▶ _TO DO_
Exact copy, pictures excluded: please retype the lines from the start of the material through the line containing "pyautogui.click(x=<x>, y=<y>)", both ends included, and nothing more.
★ ★ ★ ★ ★ ★ ★
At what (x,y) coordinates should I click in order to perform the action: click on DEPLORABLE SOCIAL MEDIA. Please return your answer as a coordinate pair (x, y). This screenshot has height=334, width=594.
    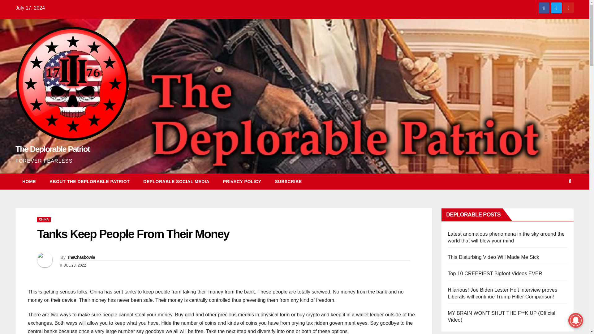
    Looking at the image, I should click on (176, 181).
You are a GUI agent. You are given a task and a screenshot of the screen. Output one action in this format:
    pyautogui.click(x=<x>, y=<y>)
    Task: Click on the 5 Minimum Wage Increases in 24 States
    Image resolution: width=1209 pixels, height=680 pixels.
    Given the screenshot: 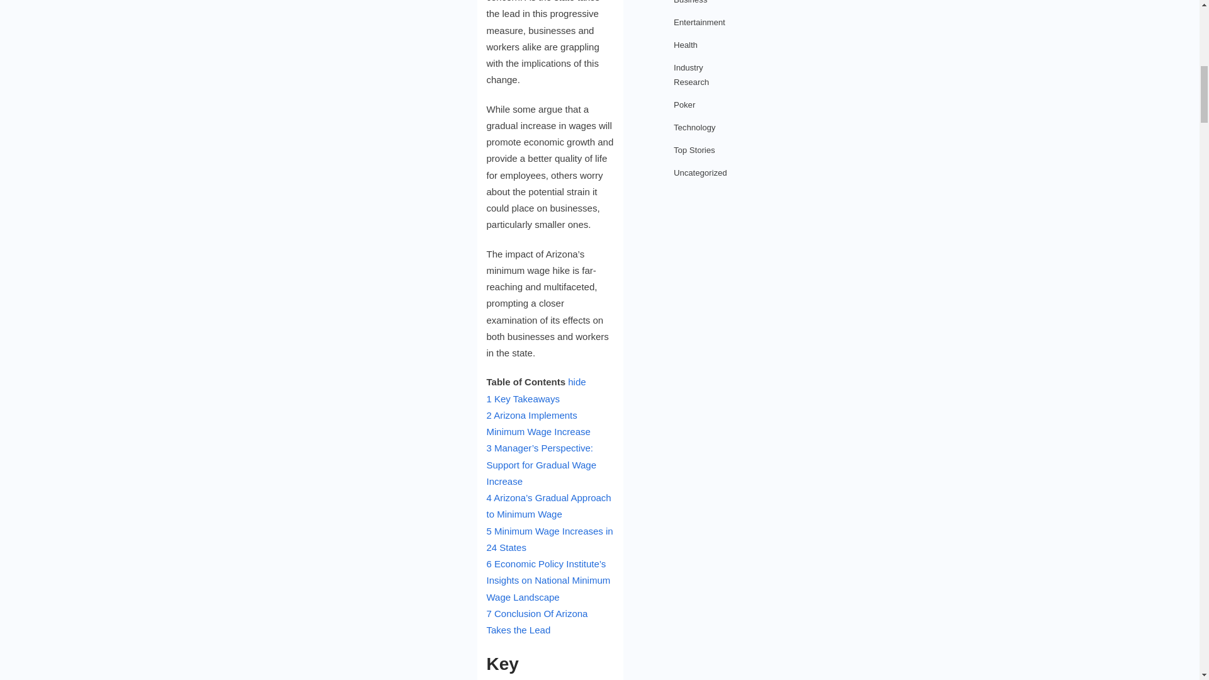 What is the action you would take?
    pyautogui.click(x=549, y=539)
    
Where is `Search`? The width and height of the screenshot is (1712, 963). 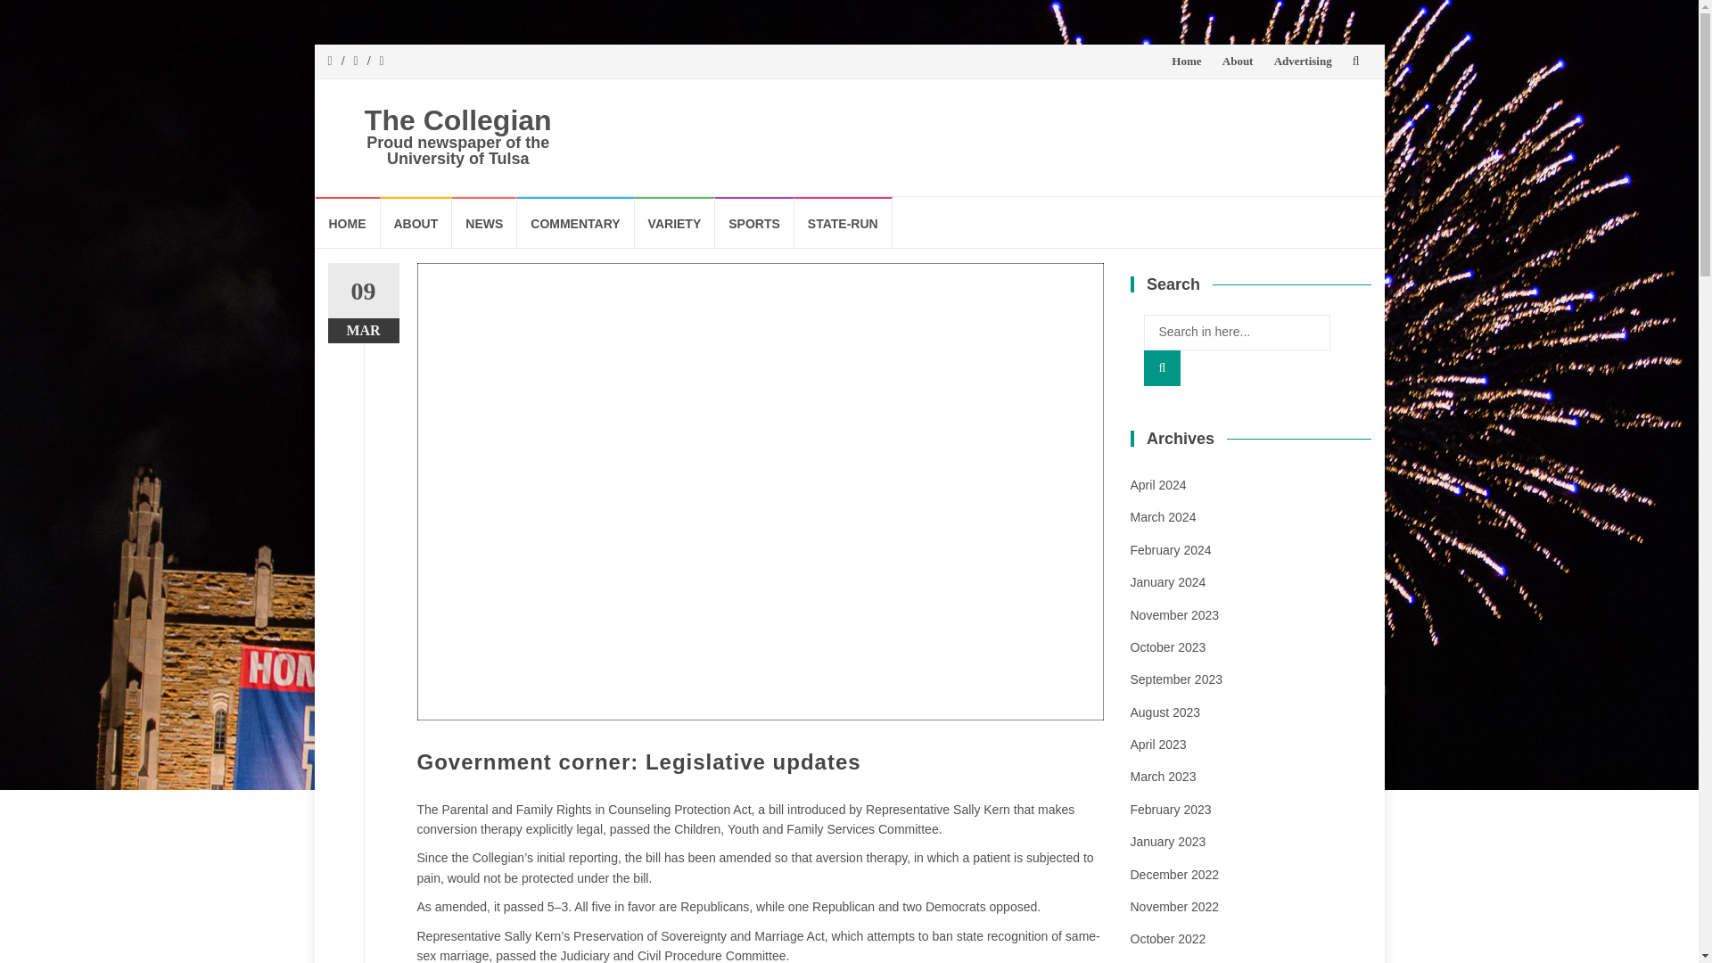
★ ★ ★ ★ ★ ★ ★
▶ _SOLUTION TO THE EXERCISE_
At what (x,y) coordinates should I click in order to perform the action: click on DEPLORABLE SOCIAL MEDIA. Please return your answer as a coordinate pair (x, y). This screenshot has height=334, width=594.
    Looking at the image, I should click on (176, 181).
You are a GUI agent. You are given a task and a screenshot of the screen. Output one action in this format:
    pyautogui.click(x=<x>, y=<y>)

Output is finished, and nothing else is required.